This emphasis was rather too much for my patience.

“You forget,” I said, “that Alice is able to judge for herself—she is not a girl now”——

“She is seven and twenty, Mrs. Crofton—do you mean to reproach her with her age?” said Mrs. Harley, with an angry color rising on her face.

“Reproach her! for what?” said I, constrained to laugh in the midst of my grief. “Why will you tease Alice, and yourself, and me? She is very well—she is,” I added, with a little gulp, swallowing my better knowledge, “quite contented and happy—why will you torture her into marrying? She is quite satisfied to be as she is.”

“Ah, Clare—but I have so many children to provide for!” cried poor Mrs. Harley, with a gush of tears.

This silenced me, and I said no more. But Mrs. Harley had not exhausted her budget of complaints.

“And Maurice,” said this unfortunate mother; “after the education he has had, and all the money and pains that have been expended on him—Maurice, I do believe, Mrs. Crofton, will do something violent one of these days; he will go into business, or,” with another outburst of tears, “set himself to learn a trade.”

“Surely nothing quite so bad as that,” said I, with as much sympathy as I could summon up.

“Ah, you don’t know how he speaks—if you could only hear him; and the troubles in India and this last dreadful news have had such an effect upon Maurice,” said Mrs. Harley; “you would suppose, to hear him speak, that the poor soldiers had suffered all the more because he was doing nothing. Such nonsense! And instead of going into the Church in a proper and dignified manner, like his dear father, I see nothing better for it but that he’ll make a tradesman of himself.”

“But it would be satisfactory to see him doing something for himself—improving his own position; he can never settle and make a home for himself while he has only his Fellowship. Don’t you think Maurice is right?” said I, keeping up the conversation from mere politeness, and already sufficiently tired of the interruption it made.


Examine the records and identify each line that includes the string "account". Copy those lines.

——————

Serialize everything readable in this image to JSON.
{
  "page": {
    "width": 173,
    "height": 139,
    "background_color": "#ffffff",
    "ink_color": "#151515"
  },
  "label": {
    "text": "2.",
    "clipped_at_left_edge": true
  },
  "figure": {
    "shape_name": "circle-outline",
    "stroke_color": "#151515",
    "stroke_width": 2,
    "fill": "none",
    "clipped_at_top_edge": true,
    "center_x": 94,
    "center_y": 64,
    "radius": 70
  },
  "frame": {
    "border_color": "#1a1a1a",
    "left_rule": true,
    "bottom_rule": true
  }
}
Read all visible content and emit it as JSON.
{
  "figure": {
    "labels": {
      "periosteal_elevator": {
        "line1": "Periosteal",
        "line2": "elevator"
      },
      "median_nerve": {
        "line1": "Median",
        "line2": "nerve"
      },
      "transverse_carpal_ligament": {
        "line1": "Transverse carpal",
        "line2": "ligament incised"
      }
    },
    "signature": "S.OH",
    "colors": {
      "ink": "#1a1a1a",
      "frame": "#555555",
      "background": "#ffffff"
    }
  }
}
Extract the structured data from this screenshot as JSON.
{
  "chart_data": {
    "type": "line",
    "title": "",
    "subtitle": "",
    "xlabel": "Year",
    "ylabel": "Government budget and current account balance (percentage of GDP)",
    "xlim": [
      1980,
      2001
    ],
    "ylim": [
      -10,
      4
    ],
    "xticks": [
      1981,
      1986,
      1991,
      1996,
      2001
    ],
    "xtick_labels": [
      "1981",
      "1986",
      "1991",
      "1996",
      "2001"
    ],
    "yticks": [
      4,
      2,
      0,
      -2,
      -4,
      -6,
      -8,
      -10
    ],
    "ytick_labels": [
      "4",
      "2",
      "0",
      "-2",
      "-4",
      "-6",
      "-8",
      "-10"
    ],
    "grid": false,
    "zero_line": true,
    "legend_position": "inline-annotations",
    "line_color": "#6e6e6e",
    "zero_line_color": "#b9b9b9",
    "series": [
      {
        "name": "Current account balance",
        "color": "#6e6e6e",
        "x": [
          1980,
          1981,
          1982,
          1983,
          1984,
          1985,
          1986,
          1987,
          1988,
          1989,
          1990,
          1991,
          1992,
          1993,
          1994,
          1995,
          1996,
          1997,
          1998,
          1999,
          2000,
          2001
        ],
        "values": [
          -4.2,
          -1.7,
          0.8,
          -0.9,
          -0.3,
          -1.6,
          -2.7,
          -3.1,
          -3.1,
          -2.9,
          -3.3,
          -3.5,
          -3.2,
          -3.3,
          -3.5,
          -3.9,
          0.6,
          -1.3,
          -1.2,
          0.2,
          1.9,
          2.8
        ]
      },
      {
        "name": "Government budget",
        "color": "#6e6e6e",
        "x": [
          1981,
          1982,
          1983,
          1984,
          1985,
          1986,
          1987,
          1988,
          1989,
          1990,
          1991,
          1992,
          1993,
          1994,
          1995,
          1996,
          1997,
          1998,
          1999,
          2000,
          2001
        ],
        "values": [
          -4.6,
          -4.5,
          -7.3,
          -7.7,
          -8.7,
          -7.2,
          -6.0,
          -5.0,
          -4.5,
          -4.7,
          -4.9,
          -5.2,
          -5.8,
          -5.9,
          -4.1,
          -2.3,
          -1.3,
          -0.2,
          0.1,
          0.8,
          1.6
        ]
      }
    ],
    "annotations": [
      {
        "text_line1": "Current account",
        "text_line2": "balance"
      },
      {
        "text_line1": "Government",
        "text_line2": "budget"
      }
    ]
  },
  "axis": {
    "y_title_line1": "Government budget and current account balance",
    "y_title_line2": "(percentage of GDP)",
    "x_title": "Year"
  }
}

——————

== Answer to the problem ==
    "ylabel": "Government budget and current account balance (percentage of GDP)",
        "name": "Current account balance",
        "text_line1": "Current account",
    "y_title_line1": "Government budget and current account balance",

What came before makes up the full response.